‘60 Minutes’ Correspondent Scott Pelley Fired by CBS After Clash With Management

By Jill McLaughlin
Jill McLaughlin
Jill McLaughlin
Jill McLaughlin is an award-winning journalist covering politics, environment, and statewide issues. She has been a reporter and editor for newspapers in Oregon, Nevada, and New Mexico. Jill was born in Yosemite National Park and enjoys the majestic outdoors, traveling, golfing, and hiking.
June 2, 2026Updated: June 3, 2026

CBS News has fired “60 Minutes” longtime correspondent Scott Pelley after a tense meeting with new Executive Producer Nick Bilton and editor-in-chief Bari Weiss on June 2.

Bilton emailed Pelley notifying him of his immediate termination following the meeting, citing Pelley’s “hostility” and “misconduct” during the meeting as reasons for the decision, according to a copy of the email obtained by The Epoch Times.

“Yesterday, you hijacked my first meeting with staff to disparage me, my qualifications, and my intentions with remarkable incivility and contempt,” Bilton wrote. “I welcome a diversity of viewpoints and respectful debate among the team, but this was nothing of the sort.”

Bilton called Pelley’s alleged actions during the meeting a “performative display of hostility” in the dismissal letter.

The executive management team tried again to meet with Pelley June 2, but the second meeting resulted in Pelley’s firing after 22 years.

“Despite yesterday’s misconduct, I had hoped that in sitting down with you today we could find a path forward together. You made clear that you are not interested in such a path,” Bilton wrote.

Bilton, a former technology journalist and filmmaker with no broadcast experience, said he started his job excited to collaborate with the staff and called Pelley to invite him to dinner to talk, but Pelley rejected the offer.

Pelley has not made a public statement as of publication. A request for comment to his booking agency was not immediately returned.

Pelley started working at CBS News in 1989.

Bilton started at the longest-running primetime news show on May 28. He was brought in as someone outside the traditional television news establishment to reshape the 57-year-old program for digital and streaming audiences.

In recent months, “60 Minutes” has been navigating internal disputes amid a turnover in management triggered by a $16 million settlement it reached with President Donald Trump in July 2025 over alleged deceptive edits of an interview with then-Vice President Kamala Harris in the run up to the 2024 election.

The lawsuit saw the departure of former executive producer Bill Owens citing a loss of editorial independence.

CBS’s parent company Paramount then merged with Skydance, with the company pledging to address bias, restore fact-based reporting, and invest in “trusted local news,” according to Federal Communications Commission (FCC) Chairman Brendan Carr.

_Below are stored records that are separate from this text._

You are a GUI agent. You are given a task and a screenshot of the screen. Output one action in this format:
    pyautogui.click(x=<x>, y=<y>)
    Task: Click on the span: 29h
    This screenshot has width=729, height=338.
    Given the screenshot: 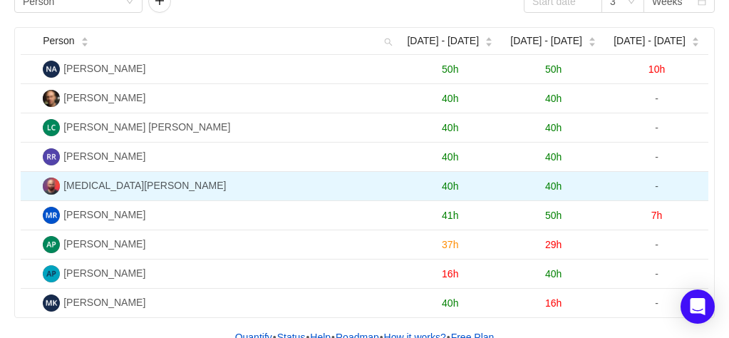 What is the action you would take?
    pyautogui.click(x=553, y=245)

Independent journalist, commentator, and media executive Weiss was subsequently named by Paramount as the editor-in-chief of CBS News in October.

The program airs every Sunday night with its iconic stopwatch ticking as it opens.

“The fact that this show has remained a fixed point in a culture is part of why this show still matters as much as it does,” Bilton said on his first day in a post on X.

Aldgra Fredly and Evgenia Filimianova contributed to this report.